The Spark: The Way You Make Them Feel …

Author: Don Neal       

Ever wonder why you remember certain things — people, places, events, and moments — in your life? It all boils down to the trope I’m sure you’ve heard: Others may forget what you said, but they will never forget how you made them feel.

Don Neal

Making us feel a certain way is what defines an experience. It’s what turns the ordinary into the extraordinary, the mundane into the magical. Much has been written about the idea that we’re living in the Experience Economy — coffee as an experience, retail as an experience, and experiential restaurants. Even O’Hare International Airport’s Terminal 1 tunnel offers more than a means of getting from concourse B to C: It’s a 466-neon-tube light-and-sound-show experience.

For most of us, the material consumption of things is not enough. Meaning, value, and even happiness are derived from some blend of being in the moment and, at the same time, feeling optimistic about the future. Experiences can be the delivery system we seek to add meaning and relevance to the products and services we buy and the events we attend.

Events are in desperate need of becoming experiences — experiences that allow the audience to savor the moment, while looking ahead to something that will inspire, connect, or surprise them. C2 Montréal is one of the best-known examples in the industry of transforming an event into an experience. How do you get attendees who need to move from one session to another? C2 has had attendees share an umbrella while they walked under a canopy of fake rain. Want to create one-on-one meeting space? C2 enabled attendees to use exercise bikes on a catwalk. How do they elevate an excellent speaker? C2 creates masterclasses for deeper dives, to fully leverage a speaker’s expertise. As a result of these experiences, attendees feel like they’ve stepped out of their day-to-day boxes, and they have been transformed by the event.

Designing experiences is different from planning an event, organizing a meeting, or executing a trade show. Experiences must originate from a new center — an organizing vision and core purpose. Experiences must be curated to serve the individual, as well as the masses. They must provoke, stimulate, elevate, and engage.

A key definition of an experience is something personally encountered, undergone, or lived through. Do your events allow your audience to explore, discover, encounter, and undergo a series of moments that transform them and help them learn, connect with others, and lose themselves in an experience that leaves them feeling, thinking, and behaving differently? If so, they will return next year, and they will be your most powerful marketing channel.

Begin to think about what you can do to transform your event into an experience. Move from an aging mindset to a youthful personality, and kick complacency and the status quo to the curb. Because, in the end, it’s unlikely that your audience will remember everything you said — i.e., your program content — but they won’t forget the way you made them feel.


_ASSIGNMENT_
Reproduce each line from the records that holds "boxes".

_Excerpts from a figure dataset_

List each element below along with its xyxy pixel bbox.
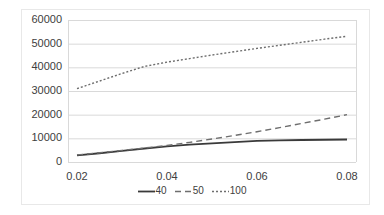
series-line-40 — [77, 140, 347, 156]
y-tick-label-0: 0 — [16, 156, 62, 167]
legend-item-40[interactable]: 40 — [138, 186, 167, 196]
series-line-50 — [77, 115, 347, 155]
legend-label-50: 50 — [193, 186, 204, 196]
y-tick-label-30000: 30000 — [16, 85, 62, 96]
y-tick-label-60000: 60000 — [16, 14, 62, 25]
legend-label-40: 40 — [156, 186, 167, 196]
legend-swatch-100-icon — [212, 187, 229, 196]
y-tick-label-10000: 10000 — [16, 132, 62, 143]
x-tick-label-0.06: 0.06 — [234, 171, 280, 182]
x-tick-label-0.08: 0.08 — [324, 171, 370, 182]
chart-legend: 4050100 — [0, 186, 384, 196]
x-tick-label-0.02: 0.02 — [54, 171, 100, 182]
legend-item-50[interactable]: 50 — [175, 186, 204, 196]
legend-swatch-50-icon — [175, 187, 192, 196]
y-tick-label-40000: 40000 — [16, 61, 62, 72]
y-tick-label-20000: 20000 — [16, 109, 62, 120]
series-lines — [77, 36, 347, 155]
legend-label-100: 100 — [230, 186, 247, 196]
legend-swatch-40-icon — [138, 187, 155, 196]
legend-item-100[interactable]: 100 — [212, 186, 247, 196]
x-tick-label-0.04: 0.04 — [144, 171, 190, 182]
y-tick-label-50000: 50000 — [16, 38, 62, 49]
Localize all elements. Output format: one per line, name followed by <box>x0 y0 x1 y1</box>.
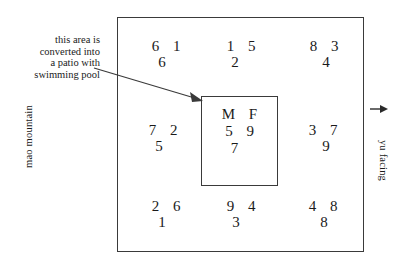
annotation-line-3: a patio with <box>8 57 100 69</box>
cell-west-bottom: 5 <box>128 138 190 154</box>
cell-east-bottom: 9 <box>295 138 357 154</box>
cell-southwest: 2 6 1 <box>135 198 197 230</box>
annotation-text: this area is converted into a patio with… <box>8 34 100 80</box>
annotation-line-1: this area is <box>8 34 100 46</box>
cell-northeast: 8 3 4 <box>293 38 355 70</box>
cell-northwest-bottom: 6 <box>131 54 193 70</box>
cell-northeast-bottom: 4 <box>295 54 357 70</box>
label-mao-mountain: mao mountain <box>23 87 34 187</box>
annotation-line-4: swimming pool <box>8 69 100 81</box>
cell-east: 3 7 9 <box>292 122 354 154</box>
cell-southwest-bottom: 1 <box>131 214 193 230</box>
cell-south-top: 9 4 <box>210 198 272 214</box>
cell-southeast: 4 8 8 <box>292 198 354 230</box>
cell-south-bottom: 3 <box>205 214 267 230</box>
cell-north-bottom: 2 <box>204 54 266 70</box>
cell-south: 9 4 3 <box>210 198 272 230</box>
cell-northeast-top: 8 3 <box>293 38 355 54</box>
cell-west-top: 7 2 <box>132 122 194 138</box>
cell-center-bottom: 7 <box>200 140 269 157</box>
cell-north: 1 5 2 <box>210 38 272 70</box>
cell-southeast-bottom: 8 <box>293 214 355 230</box>
label-yu-facing: yu facing <box>378 111 389 211</box>
cell-northwest: 6 1 6 <box>135 38 197 70</box>
cell-north-top: 1 5 <box>210 38 272 54</box>
cell-southwest-top: 2 6 <box>135 198 197 214</box>
flying-star-chart-diagram: this area is converted into a patio with… <box>0 0 401 269</box>
cell-center-letters: M F <box>205 106 274 123</box>
cell-southeast-top: 4 8 <box>292 198 354 214</box>
cell-northwest-top: 6 1 <box>135 38 197 54</box>
cell-east-top: 3 7 <box>292 122 354 138</box>
annotation-line-2: converted into <box>8 46 100 58</box>
cell-west: 7 2 5 <box>132 122 194 154</box>
cell-center: M F 5 9 7 <box>205 106 274 157</box>
cell-center-middle: 5 9 <box>205 123 274 140</box>
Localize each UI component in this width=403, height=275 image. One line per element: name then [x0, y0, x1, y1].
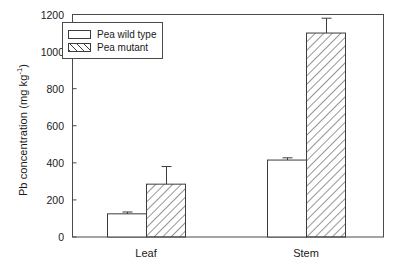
legend-label-wild-type: Pea wild type: [97, 29, 156, 40]
y-tick-label: 0: [26, 231, 64, 243]
y-tick-label: 400: [26, 157, 64, 169]
y-tick-label: 1000: [26, 46, 64, 58]
legend-label-mutant: Pea mutant: [97, 42, 148, 53]
y-tick-label: 800: [26, 83, 64, 95]
y-tick-label: 1200: [26, 9, 64, 21]
x-tick-label-leaf: Leaf: [135, 247, 156, 259]
y-tick-label: 600: [26, 120, 64, 132]
y-tick-label: 200: [26, 194, 64, 206]
legend-item-wild-type: Pea wild type: [68, 28, 156, 40]
bar-stem-wild-type: [268, 160, 307, 237]
legend: Pea wild type Pea mutant: [62, 22, 163, 59]
legend-swatch-white-icon: [68, 30, 91, 39]
bars-layer: [108, 33, 346, 237]
bar-leaf-wild-type: [108, 214, 147, 237]
bar-leaf-mutant: [147, 184, 186, 237]
legend-item-mutant: Pea mutant: [68, 41, 156, 53]
x-tick-label-stem: Stem: [293, 247, 319, 259]
bar-chart-figure: Pb concentration (mg kg-1) 0200400600800…: [0, 0, 403, 275]
bar-stem-mutant: [307, 33, 346, 237]
legend-swatch-hatched-icon: [68, 43, 91, 52]
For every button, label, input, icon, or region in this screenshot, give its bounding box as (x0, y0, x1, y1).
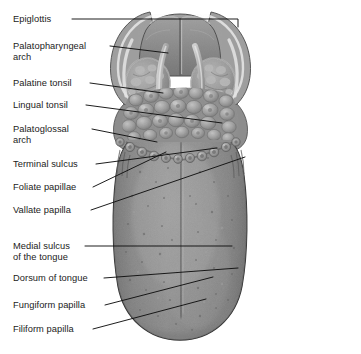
label-dorsum-of-tongue: Dorsum of tongue (13, 273, 88, 284)
label-vallate-papilla: Vallate papilla (13, 205, 71, 216)
label-palatopharyngeal-arch: Palatopharyngeal arch (13, 41, 86, 62)
label-fungiform-papilla: Fungiform papilla (13, 300, 85, 311)
label-filiform-papilla: Filiform papilla (13, 324, 74, 335)
label-palatine-tonsil: Palatine tonsil (13, 78, 72, 89)
label-lingual-tonsil: Lingual tonsil (13, 100, 68, 111)
label-foliate-papillae: Foliate papillae (13, 182, 76, 193)
label-palatoglossal-arch: Palatoglossal arch (13, 124, 69, 145)
lingual-tonsil (120, 84, 242, 144)
label-medial-sulcus: Medial sulcus of the tongue (13, 241, 70, 262)
label-epiglottis: Epiglottis (13, 14, 51, 25)
label-terminal-sulcus: Terminal sulcus (13, 159, 78, 170)
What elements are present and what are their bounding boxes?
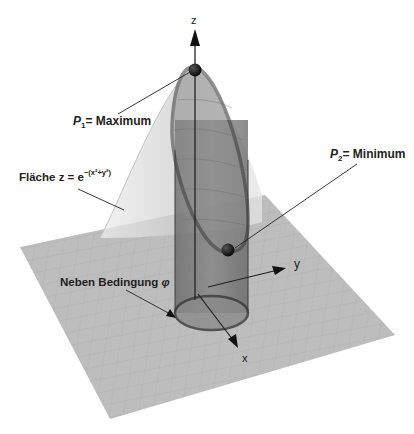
- y-axis-label: y: [294, 257, 300, 271]
- point-p2-minimum: [222, 244, 235, 257]
- p1-label: P1= Maximum: [73, 114, 151, 130]
- constraint-circle: [175, 296, 248, 330]
- constraint-label: Neben Bedingung φ: [60, 276, 170, 288]
- surface-label: Fläche z = e−(x²+y²): [19, 168, 111, 183]
- x-axis-label: x: [242, 352, 248, 364]
- p2-label: P2= Minimum: [330, 147, 405, 163]
- diagram-canvas: z y x P1= Maximum P2= Minimum Fläche z =…: [0, 0, 414, 434]
- z-axis-label: z: [191, 14, 197, 26]
- surface-leader-line: [78, 189, 124, 210]
- point-p1-maximum: [189, 64, 202, 77]
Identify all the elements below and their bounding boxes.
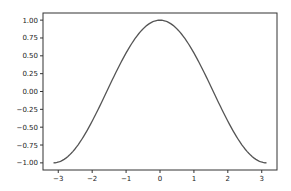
plot-area xyxy=(43,13,277,170)
line-chart: 1.000.750.500.250.00−0.25−0.50−0.75−1.00… xyxy=(0,0,291,191)
x-tick-label: 0 xyxy=(158,175,162,183)
y-tick-label: 0.50 xyxy=(22,52,38,60)
y-tick-label: 0.25 xyxy=(22,70,38,78)
x-tick-label: −2 xyxy=(87,175,97,183)
x-tick-label: 2 xyxy=(226,175,230,183)
y-tick-label: 0.00 xyxy=(22,88,38,96)
y-tick-label: −0.75 xyxy=(17,142,38,150)
x-tick-label: 1 xyxy=(192,175,196,183)
x-tick-label: −1 xyxy=(121,175,131,183)
y-tick-label: −0.50 xyxy=(17,124,38,132)
x-axis: −3−2−10123 xyxy=(53,170,264,183)
x-tick-label: 3 xyxy=(260,175,264,183)
x-tick-label: −3 xyxy=(53,175,63,183)
y-axis: 1.000.750.500.250.00−0.25−0.50−0.75−1.00 xyxy=(17,17,43,168)
y-tick-label: −0.25 xyxy=(17,106,38,114)
y-tick-label: −1.00 xyxy=(17,159,38,167)
y-tick-label: 0.75 xyxy=(22,34,38,42)
y-tick-label: 1.00 xyxy=(22,17,38,25)
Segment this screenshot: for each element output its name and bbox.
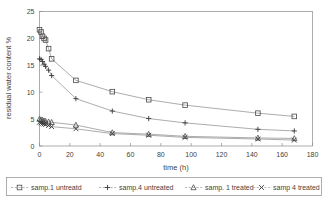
legend-label: samp.4 untreated bbox=[119, 184, 174, 192]
y-tick-label: 15 bbox=[27, 62, 35, 69]
y-tick-label: 5 bbox=[31, 116, 35, 123]
x-tick-label: 160 bbox=[276, 151, 288, 158]
legend-label: samp. 1 treated bbox=[205, 184, 254, 192]
x-axis-title: time (h) bbox=[163, 163, 189, 172]
x-tick-label: 140 bbox=[246, 151, 258, 158]
x-tick-label: 180 bbox=[307, 151, 319, 158]
legend-entries: samp.1 untreatdsamp.4 untreatedsamp. 1 t… bbox=[11, 184, 320, 192]
residual-water-content-line-chart: 0510152025 020406080100120140160180 resi… bbox=[0, 0, 328, 203]
y-tick-label: 0 bbox=[31, 143, 35, 150]
chart-container: 0510152025 020406080100120140160180 resi… bbox=[0, 0, 328, 203]
y-tick-label: 25 bbox=[27, 8, 35, 15]
x-tick-label: 120 bbox=[216, 151, 228, 158]
legend-label: samp 4 treated bbox=[273, 184, 320, 192]
chart-background bbox=[0, 0, 328, 203]
y-axis-title: residual water content % bbox=[4, 37, 13, 119]
x-tick-label: 0 bbox=[38, 151, 42, 158]
y-tick-label: 10 bbox=[27, 89, 35, 96]
x-tick-label: 40 bbox=[96, 151, 104, 158]
x-tick-label: 100 bbox=[185, 151, 197, 158]
x-tick-label: 60 bbox=[127, 151, 135, 158]
x-tick-label: 80 bbox=[157, 151, 165, 158]
x-tick-label: 20 bbox=[66, 151, 74, 158]
legend-label: samp.1 untreatd bbox=[31, 184, 82, 192]
y-tick-label: 20 bbox=[27, 35, 35, 42]
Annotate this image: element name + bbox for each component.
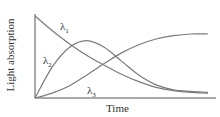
- y-axis-label-text: Light absorption: [4, 18, 16, 91]
- series-label-lambda2: λ2: [43, 54, 52, 69]
- chart-plot: [0, 0, 220, 117]
- series-label-lambda1: λ1: [60, 20, 69, 35]
- y-axis-label: Light absorption: [0, 0, 20, 100]
- series-label-lambda3: λ3: [87, 84, 96, 99]
- series-lambda3-line: [35, 34, 208, 98]
- x-axis-label: Time: [106, 102, 129, 114]
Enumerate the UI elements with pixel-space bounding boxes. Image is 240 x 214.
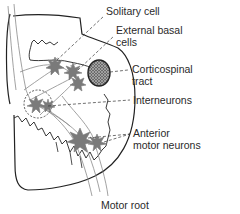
leader-interneurons xyxy=(48,100,130,106)
ventral-horn-outline xyxy=(14,94,110,160)
spinal-cord-diagram: Solitary cell External basal cells Corti… xyxy=(0,0,240,214)
label-solitary-cell: Solitary cell xyxy=(106,6,160,18)
label-external-basal-cells-line1: External basal xyxy=(116,25,183,37)
leader-corticospinal-tract xyxy=(110,70,128,72)
label-anterior-motor-neurons-line1: Anterior xyxy=(133,128,201,140)
label-anterior-motor-neurons: Anterior motor neurons xyxy=(133,128,201,151)
external-basal-cell-neuron xyxy=(64,63,82,80)
external-basal-cell-neuron xyxy=(70,76,86,91)
label-motor-root: Motor root xyxy=(101,200,149,212)
corticospinal-tract-oval xyxy=(88,60,110,86)
label-interneurons-text: Interneurons xyxy=(133,94,192,106)
label-interneurons: Interneurons xyxy=(133,95,192,107)
solitary-cell-neuron xyxy=(46,57,64,75)
label-external-basal-cells: External basal cells xyxy=(116,25,183,48)
label-motor-root-text: Motor root xyxy=(101,199,149,211)
label-solitary-cell-text: Solitary cell xyxy=(106,5,160,17)
label-anterior-motor-neurons-line2: motor neurons xyxy=(133,140,201,152)
label-external-basal-cells-line2: cells xyxy=(116,37,183,49)
label-corticospinal-tract-line1: Corticospinal xyxy=(132,64,193,76)
anterior-motor-neuron xyxy=(67,128,93,152)
label-corticospinal-tract-line2: tract xyxy=(132,76,193,88)
label-corticospinal-tract: Corticospinal tract xyxy=(132,64,193,87)
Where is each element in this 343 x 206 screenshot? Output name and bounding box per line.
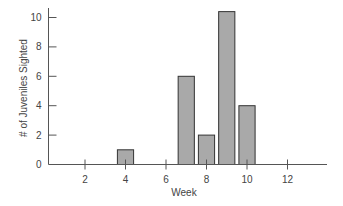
x-tick-label: 8 bbox=[204, 174, 210, 185]
y-axis-title: # of Juveniles Sighted bbox=[18, 39, 29, 137]
bar-chart: 24681012 0246810 Week # of Juveniles Sig… bbox=[0, 0, 343, 206]
bars-group bbox=[117, 12, 255, 165]
y-tick-label: 8 bbox=[36, 41, 42, 52]
x-tick-label: 4 bbox=[123, 174, 129, 185]
x-axis-title: Week bbox=[171, 187, 197, 198]
y-tick-label: 10 bbox=[30, 12, 42, 23]
y-tick-label: 0 bbox=[36, 159, 42, 170]
y-axis-ticks: 0246810 bbox=[30, 12, 56, 170]
bar-week-9 bbox=[219, 12, 235, 165]
x-tick-label: 2 bbox=[82, 174, 88, 185]
y-tick-label: 4 bbox=[36, 100, 42, 111]
x-tick-label: 12 bbox=[282, 174, 294, 185]
bar-week-10 bbox=[239, 106, 255, 165]
y-tick-label: 2 bbox=[36, 130, 42, 141]
x-tick-label: 10 bbox=[241, 174, 253, 185]
bar-week-7 bbox=[178, 76, 194, 164]
x-tick-label: 6 bbox=[163, 174, 169, 185]
y-tick-label: 6 bbox=[36, 71, 42, 82]
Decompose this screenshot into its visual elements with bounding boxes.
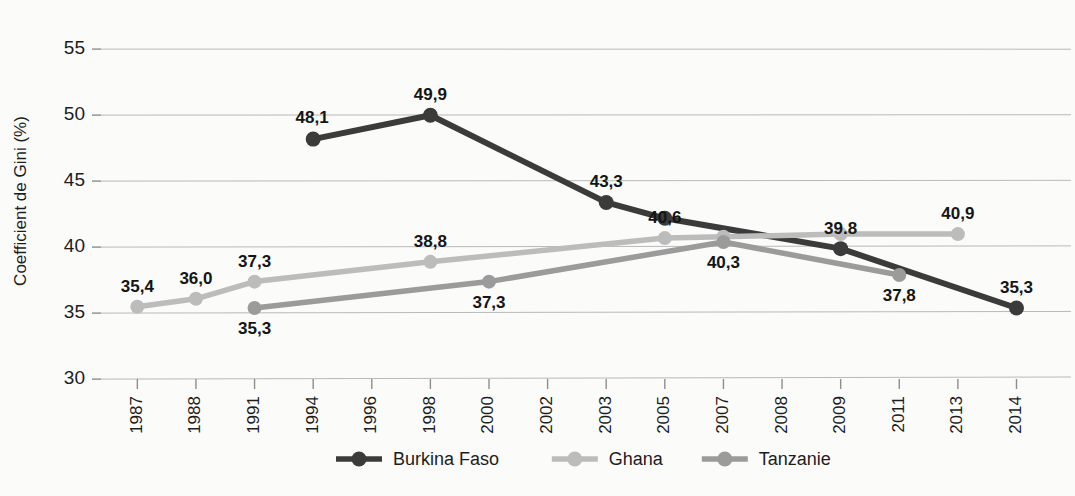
series-lines-group [137,115,1016,308]
data-point-marker [189,292,203,306]
y-tick-label-55: 55 [64,37,85,58]
x-axis-ticks-group: 1987198819911994199619982000200220032005… [127,379,1025,434]
data-point-marker [716,235,730,249]
legend-label-burkina-faso[interactable]: Burkina Faso [393,449,499,469]
data-point-marker [130,300,144,314]
legend-label-tanzanie[interactable]: Tanzanie [759,449,831,469]
y-axis-ticks-group: 303540455055 [64,37,101,388]
data-label: 35,3 [238,319,271,338]
y-axis-title-group: Coefficient de Gini (%) [11,116,30,286]
x-tick-label-1994: 1994 [303,396,322,434]
data-point-marker [892,268,906,282]
data-point-marker [658,231,672,245]
x-tick-label-1988: 1988 [185,396,204,434]
x-tick-label-2008: 2008 [772,396,791,434]
x-tick-label-2003: 2003 [596,396,615,434]
y-tick-label-30: 30 [64,367,85,388]
y-tick-label-40: 40 [64,235,85,256]
page-bleed-strip [0,487,1075,496]
x-tick-label-1996: 1996 [361,396,380,434]
data-label: 36,0 [179,269,212,288]
x-tick-label-2007: 2007 [713,396,732,434]
chart-canvas: 303540455055 198719881991199419961998200… [0,0,1075,496]
data-point-marker [482,275,496,289]
legend: Burkina FasoGhanaTanzanie [336,449,831,469]
data-label: 35,4 [121,277,155,296]
data-label: 40,9 [941,204,974,223]
data-label: 49,9 [414,85,447,104]
x-tick-label-2005: 2005 [654,396,673,434]
data-labels-group: 48,149,943,339.835,335,436,037,338,840,6… [121,85,1033,338]
data-point-marker [248,275,262,289]
series-line-tanzanie [255,242,900,308]
data-point-marker [1009,301,1024,316]
x-tick-label-2013: 2013 [947,396,966,434]
data-label: 48,1 [296,108,329,127]
x-tick-label-1998: 1998 [420,396,439,434]
gridline-35 [101,311,1071,313]
data-label: 40,3 [707,253,740,272]
data-label: 37,8 [883,286,916,305]
y-tick-label-45: 45 [64,169,85,190]
data-point-marker [306,132,321,147]
gini-coefficient-line-chart: 303540455055 198719881991199419961998200… [0,0,1075,496]
x-tick-label-2011: 2011 [889,396,908,433]
x-tick-label-2009: 2009 [830,396,849,434]
data-label: 39.8 [824,219,857,238]
series-markers-group [130,108,1024,316]
legend-swatch-marker-burkina-faso [352,452,367,467]
y-tick-label-35: 35 [64,301,85,322]
data-label: 40,6 [648,208,681,227]
x-tick-label-2002: 2002 [537,396,556,434]
bleed-text [296,487,300,492]
y-axis-title: Coefficient de Gini (%) [11,116,30,286]
x-tick-label-2014: 2014 [1006,396,1025,434]
data-label: 37,3 [472,293,505,312]
data-point-marker [599,195,614,210]
x-tick-label-2000: 2000 [478,396,497,434]
data-point-marker [423,108,438,123]
data-point-marker [951,227,965,241]
gridline-45 [101,180,1071,181]
y-tick-label-50: 50 [64,103,85,124]
data-label: 38,8 [414,232,447,251]
data-point-marker [248,301,262,315]
x-tick-label-1987: 1987 [127,396,146,434]
data-label: 35,3 [1000,278,1033,297]
data-point-marker [423,255,437,269]
data-label: 43,3 [590,172,623,191]
data-label: 37,3 [238,252,271,271]
legend-label-ghana[interactable]: Ghana [609,449,664,469]
x-tick-label-1991: 1991 [244,396,263,434]
legend-swatch-marker-ghana [567,452,582,467]
data-point-marker [833,241,848,256]
gridline-30 [101,377,1071,379]
legend-swatch-marker-tanzanie [717,452,732,467]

_RESPONSE_
What elements are present and what are their bounding boxes?
Identify all the elements below and their bounding boxes.
Enumerate the UI elements with pixel-space bounding boxes. Image is 240 x 214.
Decompose this screenshot into its visual elements with bounding boxes.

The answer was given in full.